🤖 AI Summary
Existing personalized image generation methods—particularly those leveraging large multimodal models (LMMs)—suffer from visual feature entanglement, hindering simultaneous fidelity to user-specific stylistic preferences and intended semantics, often resulting in “guidance collapse.” To address this, we propose a decoupled representation composition framework that enhances LMMs. Our approach introduces a dual-tower disentangler to explicitly separate style and semantic representations; incorporates reconstruction-driven training, difficulty-aware importance sampling, and semantic-preserving data augmentation; and jointly fine-tunes the LMM. By fundamentally disentangling representations at the latent level, our method eliminates guidance collapse at its root. Evaluated on two major benchmarks, it achieves significant improvements in both style fidelity and semantic consistency—generating images that faithfully reproduce both user-defined styles and target semantics—setting new state-of-the-art performance.
📝 Abstract
Personalized image generation has emerged as a promising direction in multimodal content creation. It aims to synthesize images tailored to individual style preferences (e.g., color schemes, character appearances, layout) and semantic intentions (e.g., emotion, action, scene contexts) by leveraging user-interacted history images and multimodal instructions. Despite notable progress, existing methods -- whether based on diffusion models, large language models, or Large Multimodal Models (LMMs) -- struggle to accurately capture and fuse user style preferences and semantic intentions. In particular, the state-of-the-art LMM-based method suffers from the entanglement of visual features, leading to Guidance Collapse, where the generated images fail to preserve user-preferred styles or reflect the specified semantics. To address these limitations, we introduce DRC, a novel personalized image generation framework that enhances LMMs through Disentangled Representation Composition. DRC explicitly extracts user style preferences and semantic intentions from history images and the reference image, respectively, to form user-specific latent instructions that guide image generation within LMMs. Specifically, it involves two critical learning stages: 1) Disentanglement learning, which employs a dual-tower disentangler to explicitly separate style and semantic features, optimized via a reconstruction-driven paradigm with difficulty-aware importance sampling; and 2) Personalized modeling, which applies semantic-preserving augmentations to effectively adapt the disentangled representations for robust personalized generation. Extensive experiments on two benchmarks demonstrate that DRC shows competitive performance while effectively mitigating the guidance collapse issue, underscoring the importance of disentangled representation learning for controllable and effective personalized image generation.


▸ Your instructions: Copy out precisely the lines from the start of the data through the line with "Image is 352x298 pixels.", and keep pictures out of it.
--- START ---
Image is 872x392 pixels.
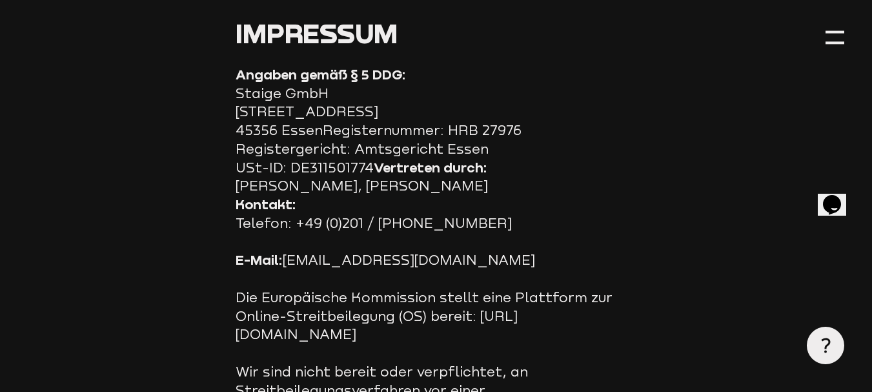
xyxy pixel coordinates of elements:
[236,196,637,233] p: Telefon: +49 (0)201 / [PHONE_NUMBER]
[236,196,296,212] strong: Kontakt:
[236,251,637,270] p: [EMAIL_ADDRESS][DOMAIN_NAME]
[236,252,283,268] strong: E-Mail:
[236,17,398,49] span: Impressum
[236,288,637,344] p: Die Europäische Kommission stellt eine Plattform zur Online-Streitbeilegung (OS) bereit: [URL][DO...
[236,66,406,83] strong: Angaben gemäß § 5 DDG:
[374,159,487,176] strong: Vertreten durch:
[818,177,859,216] iframe: chat widget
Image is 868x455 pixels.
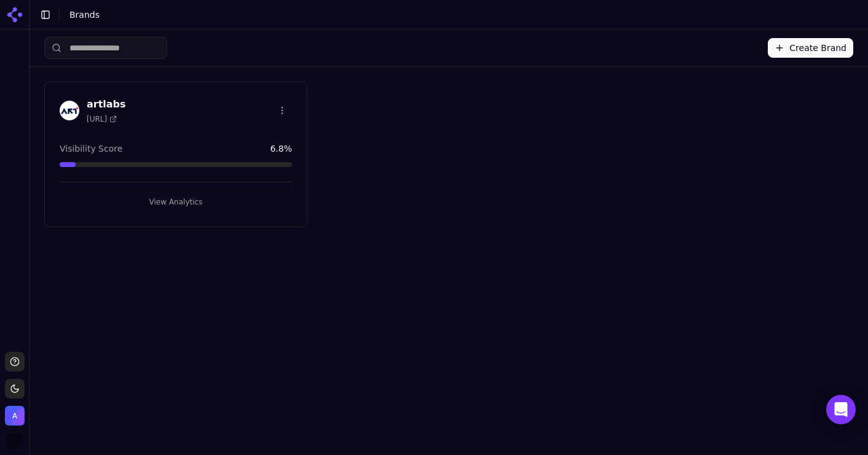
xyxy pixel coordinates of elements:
[59,192,292,212] button: View Analytics
[5,406,24,426] button: Open organization switcher
[270,142,292,155] span: 6.8 %
[69,9,833,20] nav: breadcrumb
[87,114,117,124] span: [URL]
[59,142,123,155] span: Visibility Score
[87,97,126,112] h3: artlabs
[826,396,855,425] div: Open Intercom Messenger
[6,434,23,450] img: Mahdi Kazempour
[768,38,852,57] button: Create Brand
[69,10,99,19] span: Brands
[5,406,24,426] img: artlabs
[59,100,79,121] img: artlabs
[6,434,23,450] button: Open user button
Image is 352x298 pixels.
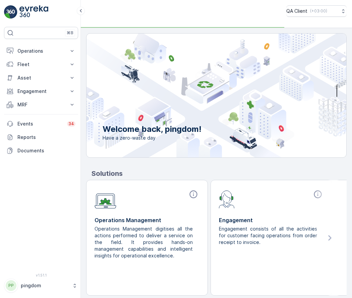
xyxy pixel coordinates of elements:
p: Documents [17,147,75,154]
span: v 1.51.1 [4,273,78,277]
p: Welcome back, pingdom! [103,124,202,135]
button: Fleet [4,58,78,71]
p: Solutions [92,168,347,179]
p: Fleet [17,61,65,68]
button: Asset [4,71,78,85]
div: PP [6,280,16,291]
img: city illustration [56,34,347,157]
p: Operations [17,48,65,54]
p: Reports [17,134,75,141]
button: Operations [4,44,78,58]
a: Reports [4,131,78,144]
p: Engagement consists of all the activities for customer facing operations from order receipt to in... [219,225,319,246]
p: QA Client [287,8,308,14]
button: QA Client(+03:00) [287,5,347,17]
p: Operations Management [95,216,200,224]
img: module-icon [95,190,116,209]
p: Events [17,120,63,127]
p: ⌘B [67,30,73,36]
span: Have a zero-waste day [103,135,202,141]
button: Engagement [4,85,78,98]
p: Engagement [17,88,65,95]
button: MRF [4,98,78,111]
p: pingdom [21,282,69,289]
p: Engagement [219,216,324,224]
a: Events34 [4,117,78,131]
img: logo_light-DOdMpM7g.png [19,5,48,19]
p: Operations Management digitises all the actions performed to deliver a service on the field. It p... [95,225,194,259]
button: PPpingdom [4,279,78,293]
img: logo [4,5,17,19]
p: MRF [17,101,65,108]
p: ( +03:00 ) [310,8,327,14]
a: Documents [4,144,78,157]
img: module-icon [219,190,235,208]
p: Asset [17,74,65,81]
p: 34 [68,121,74,127]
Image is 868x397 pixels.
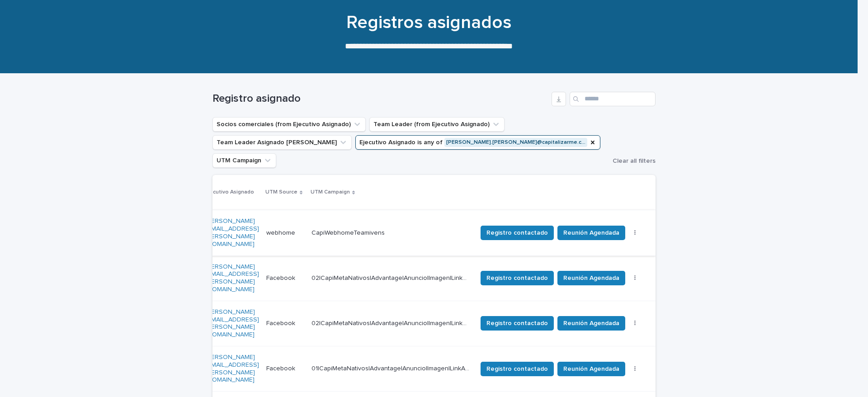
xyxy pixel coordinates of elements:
[486,364,548,373] span: Registro contactado
[267,228,297,237] p: webhome
[206,308,259,339] a: [PERSON_NAME][EMAIL_ADDRESS][PERSON_NAME][DOMAIN_NAME]
[558,226,626,241] button: Reunión Agendada
[481,226,554,241] button: Registro contactado
[558,271,626,286] button: Reunión Agendada
[486,319,548,328] span: Registro contactado
[206,218,259,248] a: [PERSON_NAME][EMAIL_ADDRESS][PERSON_NAME][DOMAIN_NAME]
[563,364,619,373] span: Reunión Agendada
[570,92,656,107] input: Search
[563,274,619,283] span: Reunión Agendada
[267,364,297,373] p: Facebook
[212,154,277,168] button: UTM Campaign
[613,158,656,165] span: Clear all filters
[312,318,472,327] p: 02|CapiMetaNativos|Advantage|Anuncio|Imagen|LinkAd|AON|Agosto|2025|Capitalizarme|UF|Nueva_Calif
[206,354,259,384] a: [PERSON_NAME][EMAIL_ADDRESS][PERSON_NAME][DOMAIN_NAME]
[481,317,554,331] button: Registro contactado
[355,136,600,150] button: Ejecutivo Asignado
[609,155,656,168] button: Clear all filters
[312,273,472,282] p: 02|CapiMetaNativos|Advantage|Anuncio|Imagen|LinkAd|AON|Agosto|2025|Capitalizarme|UF|Nueva_Calif
[267,318,297,327] p: Facebook
[558,362,626,376] button: Reunión Agendada
[481,271,554,286] button: Registro contactado
[563,229,619,238] span: Reunión Agendada
[311,187,350,197] p: UTM Campaign
[206,263,259,294] a: [PERSON_NAME][EMAIL_ADDRESS][PERSON_NAME][DOMAIN_NAME]
[563,319,619,328] span: Reunión Agendada
[370,118,505,132] button: Team Leader (from Ejecutivo Asignado)
[205,187,254,197] p: Ejecutivo Asignado
[481,362,554,376] button: Registro contactado
[558,317,626,331] button: Reunión Agendada
[208,12,651,33] h1: Registros asignados
[267,273,297,282] p: Facebook
[266,187,297,197] p: UTM Source
[212,92,548,106] h1: Registro asignado
[486,229,548,238] span: Registro contactado
[312,228,387,237] p: CapiWebhomeTeamivens
[486,274,548,283] span: Registro contactado
[212,136,352,150] button: Team Leader Asignado LLamados
[212,118,366,132] button: Socios comerciales (from Ejecutivo Asignado)
[312,364,472,373] p: 01|CapiMetaNativos|Advantage|Anuncio|Imagen|LinkAd|AON|Agosto|2025|Capitalizarme|SinPie|Nueva_Calif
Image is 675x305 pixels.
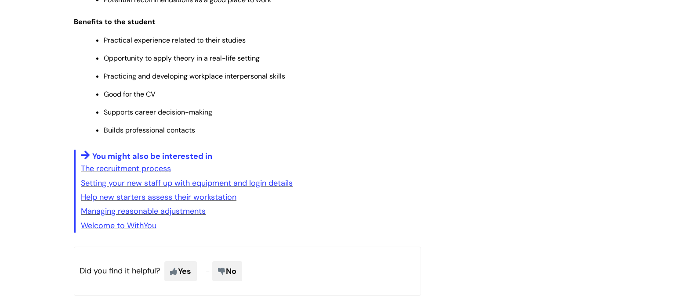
--- END ---
▸ Answer below:
Image is 872x392 pixels.
xyxy pixel coordinates of elements:
[236,196,637,233] p: Telefon: +49 (0)201 / [PHONE_NUMBER]
[236,196,296,212] strong: Kontakt:
[236,251,637,270] p: [EMAIL_ADDRESS][DOMAIN_NAME]
[236,252,283,268] strong: E-Mail:
[236,17,398,49] span: Impressum
[236,288,637,344] p: Die Europäische Kommission stellt eine Plattform zur Online-Streitbeilegung (OS) bereit: [URL][DO...
[236,66,406,83] strong: Angaben gemäß § 5 DDG:
[374,159,487,176] strong: Vertreten durch:
[818,177,859,216] iframe: chat widget
Image is 868x455 pixels.
xyxy pixel coordinates of elements:
[59,192,292,212] button: View Analytics
[5,406,24,426] button: Open organization switcher
[270,142,292,155] span: 6.8 %
[69,9,833,20] nav: breadcrumb
[87,114,117,124] span: [URL]
[59,142,123,155] span: Visibility Score
[87,97,126,112] h3: artlabs
[826,396,855,425] div: Open Intercom Messenger
[6,434,23,450] img: Mahdi Kazempour
[768,38,852,57] button: Create Brand
[69,10,99,19] span: Brands
[5,406,24,426] img: artlabs
[59,100,79,121] img: artlabs
[6,434,23,450] button: Open user button
Image is 352x298 pixels.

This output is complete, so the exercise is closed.